The voice of authority should sound calm and clear. If it is not, it may be pulling the wool over our eyes or firing us up to do what he wants. An ethical authority tries to help us figure out for ourselves what’s best, because an ethical authority trusts that we can.

 

To Be a Goldfinch

The goldfinches gather at the feeders by our kitchen window.

They cling to the metal netting surrounding the nyjer seed,

Pecking and eating, pecking and eating.

They must eat nearly their weight in the diminishing seed

To provide the heat to endure the cold

In the eight windy, sub-zero hours of daylight.

 

They cling and peck and eat and peck and eat and peck and eat.
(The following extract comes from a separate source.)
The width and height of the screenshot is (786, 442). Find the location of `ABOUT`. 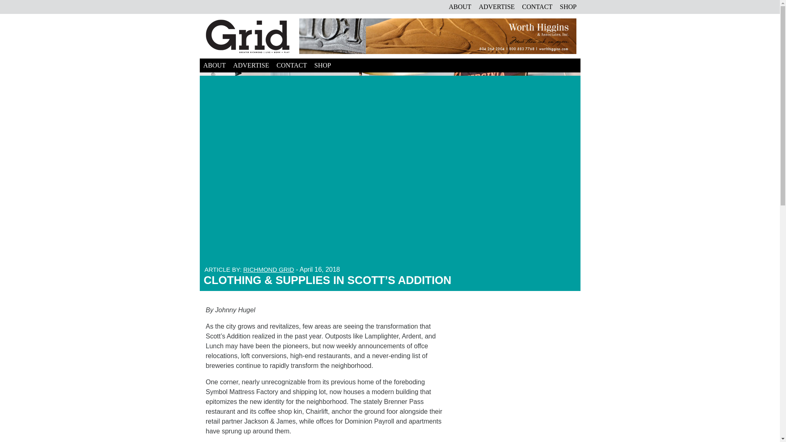

ABOUT is located at coordinates (459, 7).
And they will start all over again at dawn tomorrow

Pecking and eating, pecking and eating.

And they will do so the day after, and the day after,

Until the weather warms and they begin to molt.

And soon come the eggs and the young.

 

Then they can flit and sing into summer’s warmth,

When their melodic songs trill out

And their yellow plumes light up the days.

They cling and peck and eat only sparingly now,

Awaiting the harvest of autumn when they will begin to prepare

To survive another winter of deep cold and bitter winds.

 

They will come around again to where they were before and before and before.

Gathering at the feeders by our kitchen window,

Clinging to the metal netting surrounding the nyjer seed,

Pecking and eating, pecking and eating.

 

And when they fail to find enough,

And they drop to the ground,

To be eaten by cats and rot and time,

They next generation will carry on,

Clinging and pecking and eating,

Day after day, year after year, generation after generation,

Pecking and eating, pecking and eating.